CodingInCircles
CodingInCircles

Reputation: 2807

Python List Comprehensions - Join with For loop

I am trying to generate URLs as follows:

http://ergast.com/api/f1/2000/qualifying?limit=10000

I am using Python to generate URLs for the years 2000 to 2015, and to that end, wrote this code snippet:

url = "http://ergast.com/api/f1/"
year = url.join([str(i) + "/qualifying?limit=10000" + "\n" for i in range(1999, 2016)])
print(year)

The output is:

1999/qualifying?limit=10000
http://ergast.com/api/f1/2000/qualifying?limit=10000
http://ergast.com/api/f1/2001/qualifying?limit=10000
http://ergast.com/api/f1/2002/qualifying?limit=10000
http://ergast.com/api/f1/2003/qualifying?limit=10000
http://ergast.com/api/f1/2004/qualifying?limit=10000
......
http://ergast.com/api/f1/2012/qualifying?limit=10000
http://ergast.com/api/f1/2013/qualifying?limit=10000
http://ergast.com/api/f1/2014/qualifying?limit=10000
http://ergast.com/api/f1/2015/qualifying?limit=10000

How do I get rid of the first line? I tried making the range (2000, 2016), but the same thing happened with the first line being 2000 instead of 1999. What am I doing wrong? How can I fix this?

Upvotes: 3

Views: 18165

Answers (4)

C Panda
C Panda

Reputation: 3405

You could use the cleaner and more powerful string formatting as follows,

fmt = "http://ergast.com/api/f1/{y}/qualifying?limit=10000"
urls = [fmt.format(y=y) for y in range(2000, 1016)]

In your code the use of str.join is questionable as it has a semantics different from what you are trying to accomplish. s.join(ls), joins the items of list ls by str s. If ls = [l1, l2 ,...] , it returns str(l1) + s + str(l2) + s..

Upvotes: 2

AKS
AKS

Reputation: 19811

You can use string formatting for this:

url = 'http://ergast.com/api/f1/{0}/qualifying?limit=10000'

print('\n'.join(url.format(year) for year in range(2000, 2016)))

# http://ergast.com/api/f1/2000/qualifying?limit=10000
# http://ergast.com/api/f1/2001/qualifying?limit=10000
# ...
# http://ergast.com/api/f1/2015/qualifying?limit=10000

UPDATE:

Based on OP's comments to pass these urls in requests.get:

url_tpl = 'http://ergast.com/api/f1/{0}/qualifying?limit=10000'

# use list coprehension to get all the urls
all_urls = [url_tpl.format(year) for year in range(2000, 2016)]

for url in all_urls:
    response = requests.get(url)

Upvotes: 9

dfranca
dfranca

Reputation: 5322

It's good to understand why it's happening. For that you need to understand the join function, look the docs

Concatenate a list or tuple of words with intervening occurrences of sep.

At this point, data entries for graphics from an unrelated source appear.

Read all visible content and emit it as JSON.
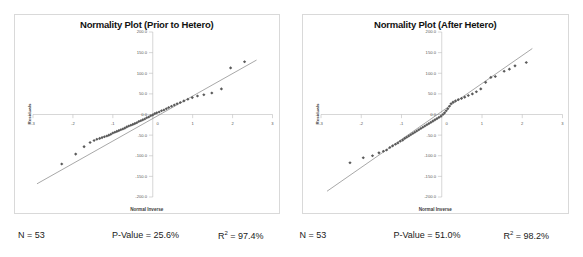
{
  "figure": {
    "background": "#ffffff",
    "panel_count": 2
  },
  "panels": [
    {
      "id": "prior",
      "title": "Normality Plot (Prior to Hetero)",
      "xlabel": "Normal Inverse",
      "ylabel": "Residuals",
      "stats": {
        "n_label": "N = 53",
        "p_label": "P-Value = 25.6%",
        "r2_base": "R",
        "r2_exp": "2",
        "r2_value": " = 97.4%"
      }
    },
    {
      "id": "after",
      "title": "Normality Plot (After Hetero)",
      "xlabel": "Normal Inverse",
      "ylabel": "Residuals",
      "stats": {
        "n_label": "N = 53",
        "p_label": "P-Value = 51.0%",
        "r2_base": "R",
        "r2_exp": "2",
        "r2_value": " = 98.2%"
      }
    }
  ],
  "chart_data": [
    {
      "type": "scatter",
      "title": "Normality Plot (Prior to Hetero)",
      "xlabel": "Normal Inverse",
      "ylabel": "Residuals",
      "xlim": [
        -3,
        3
      ],
      "ylim": [
        -200,
        200
      ],
      "xticks": [
        -3,
        -2,
        -1,
        0,
        1,
        2,
        3
      ],
      "xticklabels": [
        "-3",
        "-2",
        "-1",
        "0",
        "1",
        "2",
        "3"
      ],
      "yticks": [
        200,
        150,
        100,
        50,
        0,
        -50,
        -100,
        -150,
        -200
      ],
      "yticklabels": [
        "200.0",
        "150.0",
        "100.0",
        "50.0",
        "0.0",
        "-50.0",
        "-100.0",
        "-150.0",
        "-200.0"
      ],
      "grid": false,
      "legend": "none",
      "marker_color": "#5a5a5a",
      "line_color": "#7a7a7a",
      "n": 53,
      "p_value_percent": 25.6,
      "r_squared_percent": 97.4,
      "fit_line": {
        "x": [
          -2.9,
          2.6
        ],
        "y": [
          -168,
          132
        ]
      },
      "points": [
        {
          "x": -2.28,
          "y": -120
        },
        {
          "x": -1.93,
          "y": -96
        },
        {
          "x": -1.72,
          "y": -78
        },
        {
          "x": -1.57,
          "y": -68
        },
        {
          "x": -1.47,
          "y": -63
        },
        {
          "x": -1.4,
          "y": -60
        },
        {
          "x": -1.33,
          "y": -58
        },
        {
          "x": -1.27,
          "y": -56
        },
        {
          "x": -1.21,
          "y": -54
        },
        {
          "x": -1.15,
          "y": -52
        },
        {
          "x": -1.1,
          "y": -50
        },
        {
          "x": -1.05,
          "y": -48
        },
        {
          "x": -1.0,
          "y": -45
        },
        {
          "x": -0.95,
          "y": -43
        },
        {
          "x": -0.9,
          "y": -41
        },
        {
          "x": -0.85,
          "y": -39
        },
        {
          "x": -0.8,
          "y": -37
        },
        {
          "x": -0.75,
          "y": -35
        },
        {
          "x": -0.7,
          "y": -33
        },
        {
          "x": -0.65,
          "y": -30
        },
        {
          "x": -0.6,
          "y": -28
        },
        {
          "x": -0.55,
          "y": -26
        },
        {
          "x": -0.5,
          "y": -24
        },
        {
          "x": -0.45,
          "y": -22
        },
        {
          "x": -0.4,
          "y": -20
        },
        {
          "x": -0.35,
          "y": -17
        },
        {
          "x": -0.3,
          "y": -15
        },
        {
          "x": -0.25,
          "y": -13
        },
        {
          "x": -0.2,
          "y": -11
        },
        {
          "x": -0.15,
          "y": -8
        },
        {
          "x": -0.1,
          "y": -6
        },
        {
          "x": -0.05,
          "y": -3
        },
        {
          "x": 0.0,
          "y": -1
        },
        {
          "x": 0.05,
          "y": 2
        },
        {
          "x": 0.1,
          "y": 4
        },
        {
          "x": 0.16,
          "y": 6
        },
        {
          "x": 0.22,
          "y": 9
        },
        {
          "x": 0.28,
          "y": 11
        },
        {
          "x": 0.34,
          "y": 14
        },
        {
          "x": 0.4,
          "y": 17
        },
        {
          "x": 0.47,
          "y": 20
        },
        {
          "x": 0.54,
          "y": 23
        },
        {
          "x": 0.61,
          "y": 26
        },
        {
          "x": 0.69,
          "y": 29
        },
        {
          "x": 0.78,
          "y": 33
        },
        {
          "x": 0.88,
          "y": 37
        },
        {
          "x": 0.99,
          "y": 41
        },
        {
          "x": 1.12,
          "y": 45
        },
        {
          "x": 1.28,
          "y": 48
        },
        {
          "x": 1.48,
          "y": 52
        },
        {
          "x": 1.72,
          "y": 62
        },
        {
          "x": 1.95,
          "y": 113
        },
        {
          "x": 2.3,
          "y": 128
        }
      ]
    },
    {
      "type": "scatter",
      "title": "Normality Plot (After Hetero)",
      "xlabel": "Normal Inverse",
      "ylabel": "Residuals",
      "xlim": [
        -3,
        3
      ],
      "ylim": [
        -200,
        200
      ],
      "xticks": [
        -3,
        -2,
        -1,
        0,
        1,
        2,
        3
      ],
      "xticklabels": [
        "-3",
        "-2",
        "-1",
        "0",
        "1",
        "2",
        "3"
      ],
      "yticks": [
        200,
        150,
        100,
        50,
        0,
        -50,
        -100,
        -150,
        -200
      ],
      "yticklabels": [
        "200.0",
        "150.0",
        "100.0",
        "50.0",
        "0.0",
        "-50.0",
        "-100.0",
        "-150.0",
        "-200.0"
      ],
      "grid": false,
      "legend": "none",
      "marker_color": "#5a5a5a",
      "line_color": "#7a7a7a",
      "n": 53,
      "p_value_percent": 51.0,
      "r_squared_percent": 98.2,
      "fit_line": {
        "x": [
          -2.85,
          2.25
        ],
        "y": [
          -186,
          160
        ]
      },
      "points": [
        {
          "x": -2.28,
          "y": -117
        },
        {
          "x": -1.95,
          "y": -105
        },
        {
          "x": -1.72,
          "y": -100
        },
        {
          "x": -1.56,
          "y": -93
        },
        {
          "x": -1.45,
          "y": -89
        },
        {
          "x": -1.37,
          "y": -86
        },
        {
          "x": -1.29,
          "y": -80
        },
        {
          "x": -1.22,
          "y": -76
        },
        {
          "x": -1.15,
          "y": -72
        },
        {
          "x": -1.09,
          "y": -69
        },
        {
          "x": -1.03,
          "y": -65
        },
        {
          "x": -0.97,
          "y": -62
        },
        {
          "x": -0.92,
          "y": -58
        },
        {
          "x": -0.87,
          "y": -55
        },
        {
          "x": -0.82,
          "y": -52
        },
        {
          "x": -0.77,
          "y": -49
        },
        {
          "x": -0.72,
          "y": -46
        },
        {
          "x": -0.67,
          "y": -43
        },
        {
          "x": -0.62,
          "y": -40
        },
        {
          "x": -0.57,
          "y": -37
        },
        {
          "x": -0.52,
          "y": -34
        },
        {
          "x": -0.47,
          "y": -31
        },
        {
          "x": -0.42,
          "y": -28
        },
        {
          "x": -0.37,
          "y": -25
        },
        {
          "x": -0.32,
          "y": -22
        },
        {
          "x": -0.27,
          "y": -19
        },
        {
          "x": -0.22,
          "y": -16
        },
        {
          "x": -0.17,
          "y": -13
        },
        {
          "x": -0.12,
          "y": -10
        },
        {
          "x": -0.07,
          "y": -7
        },
        {
          "x": -0.02,
          "y": -4
        },
        {
          "x": 0.03,
          "y": 0
        },
        {
          "x": 0.07,
          "y": 4
        },
        {
          "x": 0.11,
          "y": 9
        },
        {
          "x": 0.15,
          "y": 14
        },
        {
          "x": 0.19,
          "y": 20
        },
        {
          "x": 0.23,
          "y": 26
        },
        {
          "x": 0.28,
          "y": 30
        },
        {
          "x": 0.34,
          "y": 33
        },
        {
          "x": 0.41,
          "y": 36
        },
        {
          "x": 0.49,
          "y": 39
        },
        {
          "x": 0.57,
          "y": 42
        },
        {
          "x": 0.66,
          "y": 46
        },
        {
          "x": 0.76,
          "y": 50
        },
        {
          "x": 0.86,
          "y": 55
        },
        {
          "x": 0.97,
          "y": 62
        },
        {
          "x": 1.09,
          "y": 78
        },
        {
          "x": 1.22,
          "y": 90
        },
        {
          "x": 1.33,
          "y": 92
        },
        {
          "x": 1.55,
          "y": 105
        },
        {
          "x": 1.68,
          "y": 110
        },
        {
          "x": 1.82,
          "y": 118
        },
        {
          "x": 2.1,
          "y": 126
        }
      ]
    }
  ]
}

That means that your url parameter will be repeated in between the words you want to concatenate, what will result in the output above, with the first element without the url. What you want is not use join, is to concatenate the strings as you're already doing with the year.

For that you can use different methods, as was already answered. You can use string formatting as was pointed out by @AKS and it should work.

Upvotes: 1

tobias_k
tobias_k

Reputation: 82899

Instead of using the URL to join the string, use a list comprehension to create the different URLs.

>>> ["http://ergast.com/api/f1/%d/qualifying?limit=10000" % i for i in range(1999, 2016)]
['http://ergast.com/api/f1/1999/qualifying?limit=10000',
 'http://ergast.com/api/f1/2000/qualifying?limit=10000',
 ...
 'http://ergast.com/api/f1/2014/qualifying?limit=10000',
 'http://ergast.com/api/f1/2015/qualifying?limit=10000']

You could then still use '\n'.join(...) to join all those to one big string, it you like.